The best analytics tool for your startup depends on whether you measure marketing or product. Google Analytics and Plausible answer where traffic comes from, while Mixpanel, Amplitude, and PostHog answer what users actually do inside your product. Most startups end up running one of each, and this guide shows which pair fits your stage. Growth Navigate startup tools can help you put it into practice.
What is the difference between web analytics and product analytics?
Web analytics tells you how people find and enter your site. Product analytics tells you what they do once they are inside. They answer different questions, and confusing the two leads founders to buy the wrong tool.
Google Analytics and Plausible are web analytics: pageviews, traffic sources, and conversion goals. Mixpanel, Amplitude, and PostHog are product analytics: funnels, retention, and event flows tied to individual users. You usually need both, just not at the same intensity.
- Web analytics: traffic sources, landing pages, campaign attribution.
- Product analytics: signups, activation, feature usage, retention.
- Most startups: one lightweight web tool plus one product tool.
Should startups still use Google Analytics?
Use Google Analytics when you need marketing attribution for free. GA4 connects to Google Ads and Search Console, so if paid and organic search drive your growth, it remains the default and costs nothing.
The downsides are real. GA4 has a steep learning curve, sampled data on big accounts, and privacy friction in regions with strict consent rules. Plausible is the clean alternative: simple, cookie-free, and privacy-friendly, though it trades depth for that simplicity.
Best for: marketing teams that live in the Google ecosystem. Watch out for: GA4's confusing interface and consent-banner overhead.
Which product analytics tool fits an early-stage team?
For product analytics, the choice comes down to how technical your team is and how much you want in one place. Mixpanel and Amplitude are dedicated event-analytics platforms with strong funnels and retention views, and both have free tiers that cover early volume.
Amplitude leans toward deeper behavioral analysis and is a favorite of data-minded product teams, while Mixpanel is often faster for a non-specialist to get a useful funnel running. PostHog is the all-in-one option: product analytics, session replay, feature flags, and A/B testing in a single self-hostable tool, which engineers tend to love.
Best for: PostHog suits technical teams wanting one toolkit, Amplitude suits dedicated product teams, and Mixpanel suits founders who want answers fast without heavy setup.
- Mixpanel: fast funnels and retention for non-specialists.
- Amplitude: deep behavioral analysis for product teams.
- PostHog: analytics, replays, and flags in one developer-friendly tool.
How do you avoid drowning in analytics dashboards?
Track the few metrics tied to your current goal and ignore the rest. A pre-revenue startup measuring activation does not need session heatmaps and ten dashboards. Pick three or four numbers and instrument those well.
A common pattern that works: Plausible for a clean traffic overview, plus one product tool like PostHog or Mixpanel for the activation and retention funnel. This keeps cost low and avoids the trap of buying enterprise analytics before you have product-market fit.
Set up event tracking deliberately from day one. Renaming and re-instrumenting messy events later is far more painful than agreeing on a naming convention up front.
FAQ
Do I need both web and product analytics as a startup?
Usually yes, but keep each lightweight. Use one web tool like Google Analytics or Plausible to see where traffic comes from, and one product tool like Mixpanel, Amplitude, or PostHog to see what users do after signing up. Together they cover acquisition and behavior.
Is Plausible a good replacement for Google Analytics?
Yes, for most startups Plausible replaces Google Analytics cleanly. It is cookie-free, privacy-friendly, and far simpler to read. The trade-off is less depth and no native Google Ads integration, so heavy paid-search teams may still prefer GA4 for attribution.
What makes PostHog different from Mixpanel and Amplitude?
PostHog bundles product analytics with session replay, feature flags, and A/B testing in one self-hostable platform. Mixpanel and Amplitude focus purely on event analytics. Technical teams often prefer PostHog to avoid stitching multiple tools together, while non-technical founders may find Mixpanel quicker to use.
When should a startup upgrade from free analytics tiers?
Upgrade when event volume exceeds the free cap or you need retention, longer data history, or team seats the free plan blocks. Until then, the free tiers of Mixpanel, Amplitude, and PostHog cover early-stage needs, so there is no reason to pay before you hit a real limit.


- _WHAT IS NEEDED_:
Print out the entries below with no edits.

- _RECORDS FOR THIS EXERCISE_:

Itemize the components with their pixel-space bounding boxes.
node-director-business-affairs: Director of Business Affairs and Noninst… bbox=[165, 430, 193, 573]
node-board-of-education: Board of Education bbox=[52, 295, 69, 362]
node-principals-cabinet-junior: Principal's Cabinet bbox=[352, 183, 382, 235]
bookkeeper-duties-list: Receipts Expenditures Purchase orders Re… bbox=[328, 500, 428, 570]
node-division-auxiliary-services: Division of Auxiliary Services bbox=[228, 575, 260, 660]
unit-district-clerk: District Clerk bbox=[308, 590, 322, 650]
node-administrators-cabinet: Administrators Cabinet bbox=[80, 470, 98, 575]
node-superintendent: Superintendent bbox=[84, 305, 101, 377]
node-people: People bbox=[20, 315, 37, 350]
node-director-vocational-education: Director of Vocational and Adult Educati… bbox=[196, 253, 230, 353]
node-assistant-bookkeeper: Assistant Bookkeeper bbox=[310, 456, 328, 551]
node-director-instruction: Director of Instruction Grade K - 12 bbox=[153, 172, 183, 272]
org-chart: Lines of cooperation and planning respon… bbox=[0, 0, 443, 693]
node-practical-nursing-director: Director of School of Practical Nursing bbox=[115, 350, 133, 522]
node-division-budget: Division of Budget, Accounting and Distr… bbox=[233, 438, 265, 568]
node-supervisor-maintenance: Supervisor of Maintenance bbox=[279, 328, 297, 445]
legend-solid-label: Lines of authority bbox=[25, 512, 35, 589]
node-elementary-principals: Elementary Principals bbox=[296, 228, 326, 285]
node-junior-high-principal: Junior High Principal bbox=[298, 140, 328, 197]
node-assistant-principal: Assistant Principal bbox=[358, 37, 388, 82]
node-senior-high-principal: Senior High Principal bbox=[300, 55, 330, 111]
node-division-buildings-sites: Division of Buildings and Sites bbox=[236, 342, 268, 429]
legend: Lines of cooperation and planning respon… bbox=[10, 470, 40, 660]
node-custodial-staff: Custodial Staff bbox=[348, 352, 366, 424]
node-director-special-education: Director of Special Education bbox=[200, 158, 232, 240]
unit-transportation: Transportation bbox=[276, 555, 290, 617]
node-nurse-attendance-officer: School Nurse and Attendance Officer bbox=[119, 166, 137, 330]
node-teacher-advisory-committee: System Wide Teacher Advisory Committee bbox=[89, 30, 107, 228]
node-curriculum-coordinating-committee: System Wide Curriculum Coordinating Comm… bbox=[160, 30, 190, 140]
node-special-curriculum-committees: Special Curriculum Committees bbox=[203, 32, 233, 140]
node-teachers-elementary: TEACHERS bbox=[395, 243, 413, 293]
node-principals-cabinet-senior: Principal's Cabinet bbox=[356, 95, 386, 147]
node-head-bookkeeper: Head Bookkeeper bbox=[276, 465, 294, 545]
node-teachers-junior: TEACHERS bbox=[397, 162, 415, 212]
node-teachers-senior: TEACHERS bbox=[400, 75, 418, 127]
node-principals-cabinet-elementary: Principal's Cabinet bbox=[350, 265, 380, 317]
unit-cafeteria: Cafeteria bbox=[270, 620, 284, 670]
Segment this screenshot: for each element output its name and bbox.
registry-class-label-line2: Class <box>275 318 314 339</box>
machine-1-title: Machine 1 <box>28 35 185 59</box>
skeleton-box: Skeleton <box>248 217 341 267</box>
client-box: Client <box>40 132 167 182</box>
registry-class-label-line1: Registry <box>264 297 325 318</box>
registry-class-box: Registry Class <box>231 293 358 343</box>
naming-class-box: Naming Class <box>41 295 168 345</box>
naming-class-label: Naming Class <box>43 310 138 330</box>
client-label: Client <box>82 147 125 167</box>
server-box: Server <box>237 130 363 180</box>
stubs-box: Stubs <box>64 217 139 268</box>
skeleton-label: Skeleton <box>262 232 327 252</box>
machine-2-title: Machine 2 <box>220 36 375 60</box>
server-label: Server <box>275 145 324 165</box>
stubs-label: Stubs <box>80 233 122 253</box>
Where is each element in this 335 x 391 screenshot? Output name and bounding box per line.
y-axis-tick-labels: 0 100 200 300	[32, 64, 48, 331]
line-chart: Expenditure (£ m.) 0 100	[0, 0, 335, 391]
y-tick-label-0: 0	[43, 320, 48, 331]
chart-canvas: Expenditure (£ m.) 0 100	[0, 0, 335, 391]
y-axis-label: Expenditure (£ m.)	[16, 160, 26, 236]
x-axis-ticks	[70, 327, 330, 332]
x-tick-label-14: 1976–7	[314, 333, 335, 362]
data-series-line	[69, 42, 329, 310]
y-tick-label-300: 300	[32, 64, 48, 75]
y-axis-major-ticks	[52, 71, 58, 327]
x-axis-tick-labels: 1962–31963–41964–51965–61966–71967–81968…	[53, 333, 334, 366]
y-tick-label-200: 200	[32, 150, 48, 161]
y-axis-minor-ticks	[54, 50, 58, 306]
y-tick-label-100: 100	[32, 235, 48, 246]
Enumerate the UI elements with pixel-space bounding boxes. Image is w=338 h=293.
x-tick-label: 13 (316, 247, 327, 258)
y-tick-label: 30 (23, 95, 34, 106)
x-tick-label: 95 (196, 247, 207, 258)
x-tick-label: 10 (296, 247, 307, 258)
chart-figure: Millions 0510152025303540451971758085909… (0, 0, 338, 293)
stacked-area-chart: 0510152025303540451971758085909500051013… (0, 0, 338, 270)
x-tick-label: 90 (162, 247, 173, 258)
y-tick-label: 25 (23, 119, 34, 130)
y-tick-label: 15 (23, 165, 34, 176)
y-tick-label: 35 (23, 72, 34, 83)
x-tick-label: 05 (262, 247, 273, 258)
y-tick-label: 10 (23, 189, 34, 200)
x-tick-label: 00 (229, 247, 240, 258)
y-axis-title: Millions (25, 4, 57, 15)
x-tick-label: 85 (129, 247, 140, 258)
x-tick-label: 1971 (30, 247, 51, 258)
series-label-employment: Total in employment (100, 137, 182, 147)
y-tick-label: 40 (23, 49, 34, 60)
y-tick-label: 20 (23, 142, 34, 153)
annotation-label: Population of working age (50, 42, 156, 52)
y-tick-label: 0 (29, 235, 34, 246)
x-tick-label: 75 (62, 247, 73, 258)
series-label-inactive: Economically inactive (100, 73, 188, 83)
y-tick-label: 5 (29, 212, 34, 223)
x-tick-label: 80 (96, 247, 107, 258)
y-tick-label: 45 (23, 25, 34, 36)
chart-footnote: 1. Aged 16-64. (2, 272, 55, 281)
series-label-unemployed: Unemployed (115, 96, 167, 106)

- _EXERCISE OUTPUT_:
Itemize the components with their pixel-space bounding boxes.
node-director-business-affairs: Director of Business Affairs and Noninst… bbox=[165, 430, 193, 573]
node-board-of-education: Board of Education bbox=[52, 295, 69, 362]
node-principals-cabinet-junior: Principal's Cabinet bbox=[352, 183, 382, 235]
bookkeeper-duties-list: Receipts Expenditures Purchase orders Re… bbox=[328, 500, 428, 570]
node-division-auxiliary-services: Division of Auxiliary Services bbox=[228, 575, 260, 660]
unit-district-clerk: District Clerk bbox=[308, 590, 322, 650]
node-administrators-cabinet: Administrators Cabinet bbox=[80, 470, 98, 575]
node-superintendent: Superintendent bbox=[84, 305, 101, 377]
node-people: People bbox=[20, 315, 37, 350]
node-director-vocational-education: Director of Vocational and Adult Educati… bbox=[196, 253, 230, 353]
node-assistant-bookkeeper: Assistant Bookkeeper bbox=[310, 456, 328, 551]
node-director-instruction: Director of Instruction Grade K - 12 bbox=[153, 172, 183, 272]
org-chart: Lines of cooperation and planning respon… bbox=[0, 0, 443, 693]
node-practical-nursing-director: Director of School of Practical Nursing bbox=[115, 350, 133, 522]
node-division-budget: Division of Budget, Accounting and Distr… bbox=[233, 438, 265, 568]
node-supervisor-maintenance: Supervisor of Maintenance bbox=[279, 328, 297, 445]
legend-solid-label: Lines of authority bbox=[25, 512, 35, 589]
node-elementary-principals: Elementary Principals bbox=[296, 228, 326, 285]
node-junior-high-principal: Junior High Principal bbox=[298, 140, 328, 197]
node-assistant-principal: Assistant Principal bbox=[358, 37, 388, 82]
node-senior-high-principal: Senior High Principal bbox=[300, 55, 330, 111]
node-division-buildings-sites: Division of Buildings and Sites bbox=[236, 342, 268, 429]
legend: Lines of cooperation and planning respon… bbox=[10, 470, 40, 660]
node-custodial-staff: Custodial Staff bbox=[348, 352, 366, 424]
node-director-special-education: Director of Special Education bbox=[200, 158, 232, 240]
unit-transportation: Transportation bbox=[276, 555, 290, 617]
node-nurse-attendance-officer: School Nurse and Attendance Officer bbox=[119, 166, 137, 330]
node-teacher-advisory-committee: System Wide Teacher Advisory Committee bbox=[89, 30, 107, 228]
node-curriculum-coordinating-committee: System Wide Curriculum Coordinating Comm… bbox=[160, 30, 190, 140]
node-special-curriculum-committees: Special Curriculum Committees bbox=[203, 32, 233, 140]
node-teachers-elementary: TEACHERS bbox=[395, 243, 413, 293]
node-principals-cabinet-senior: Principal's Cabinet bbox=[356, 95, 386, 147]
node-head-bookkeeper: Head Bookkeeper bbox=[276, 465, 294, 545]
node-teachers-junior: TEACHERS bbox=[397, 162, 415, 212]
node-teachers-senior: TEACHERS bbox=[400, 75, 418, 127]
node-principals-cabinet-elementary: Principal's Cabinet bbox=[350, 265, 380, 317]
unit-cafeteria: Cafeteria bbox=[270, 620, 284, 670]
Segment this screenshot: for each element output its name and bbox.
registry-class-label-line2: Class <box>275 318 314 339</box>
machine-1-title: Machine 1 <box>28 35 185 59</box>
skeleton-box: Skeleton <box>248 217 341 267</box>
client-box: Client <box>40 132 167 182</box>
registry-class-label-line1: Registry <box>264 297 325 318</box>
registry-class-box: Registry Class <box>231 293 358 343</box>
naming-class-box: Naming Class <box>41 295 168 345</box>
naming-class-label: Naming Class <box>43 310 138 330</box>
client-label: Client <box>82 147 125 167</box>
server-box: Server <box>237 130 363 180</box>
stubs-box: Stubs <box>64 217 139 268</box>
skeleton-label: Skeleton <box>262 232 327 252</box>
machine-2-title: Machine 2 <box>220 36 375 60</box>
server-label: Server <box>275 145 324 165</box>
stubs-label: Stubs <box>80 233 122 253</box>
Where is each element in this 335 x 391 screenshot? Output name and bounding box per line.
y-axis-tick-labels: 0 100 200 300	[32, 64, 48, 331]
line-chart: Expenditure (£ m.) 0 100	[0, 0, 335, 391]
y-tick-label-0: 0	[43, 320, 48, 331]
chart-canvas: Expenditure (£ m.) 0 100	[0, 0, 335, 391]
y-axis-label: Expenditure (£ m.)	[16, 160, 26, 236]
x-axis-ticks	[70, 327, 330, 332]
x-tick-label-14: 1976–7	[314, 333, 335, 362]
data-series-line	[69, 42, 329, 310]
y-tick-label-300: 300	[32, 64, 48, 75]
y-axis-major-ticks	[52, 71, 58, 327]
x-axis-tick-labels: 1962–31963–41964–51965–61966–71967–81968…	[53, 333, 334, 366]
y-tick-label-200: 200	[32, 150, 48, 161]
y-axis-minor-ticks	[54, 50, 58, 306]
y-tick-label-100: 100	[32, 235, 48, 246]
Enumerate the UI elements with pixel-space bounding boxes. Image is w=338 h=293.
x-tick-label: 13 (316, 247, 327, 258)
y-tick-label: 30 (23, 95, 34, 106)
x-tick-label: 95 (196, 247, 207, 258)
x-tick-label: 10 (296, 247, 307, 258)
chart-figure: Millions 0510152025303540451971758085909… (0, 0, 338, 293)
stacked-area-chart: 0510152025303540451971758085909500051013… (0, 0, 338, 270)
x-tick-label: 90 (162, 247, 173, 258)
y-tick-label: 25 (23, 119, 34, 130)
y-tick-label: 15 (23, 165, 34, 176)
y-tick-label: 35 (23, 72, 34, 83)
x-tick-label: 05 (262, 247, 273, 258)
y-tick-label: 10 (23, 189, 34, 200)
x-tick-label: 00 (229, 247, 240, 258)
y-axis-title: Millions (25, 4, 57, 15)
x-tick-label: 85 (129, 247, 140, 258)
x-tick-label: 1971 (30, 247, 51, 258)
series-label-employment: Total in employment (100, 137, 182, 147)
y-tick-label: 40 (23, 49, 34, 60)
y-tick-label: 20 (23, 142, 34, 153)
annotation-label: Population of working age (50, 42, 156, 52)
y-tick-label: 0 (29, 235, 34, 246)
x-tick-label: 75 (62, 247, 73, 258)
series-label-inactive: Economically inactive (100, 73, 188, 83)
y-tick-label: 5 (29, 212, 34, 223)
x-tick-label: 80 (96, 247, 107, 258)
y-tick-label: 45 (23, 25, 34, 36)
chart-footnote: 1. Aged 16-64. (2, 272, 55, 281)
series-label-unemployed: Unemployed (115, 96, 167, 106)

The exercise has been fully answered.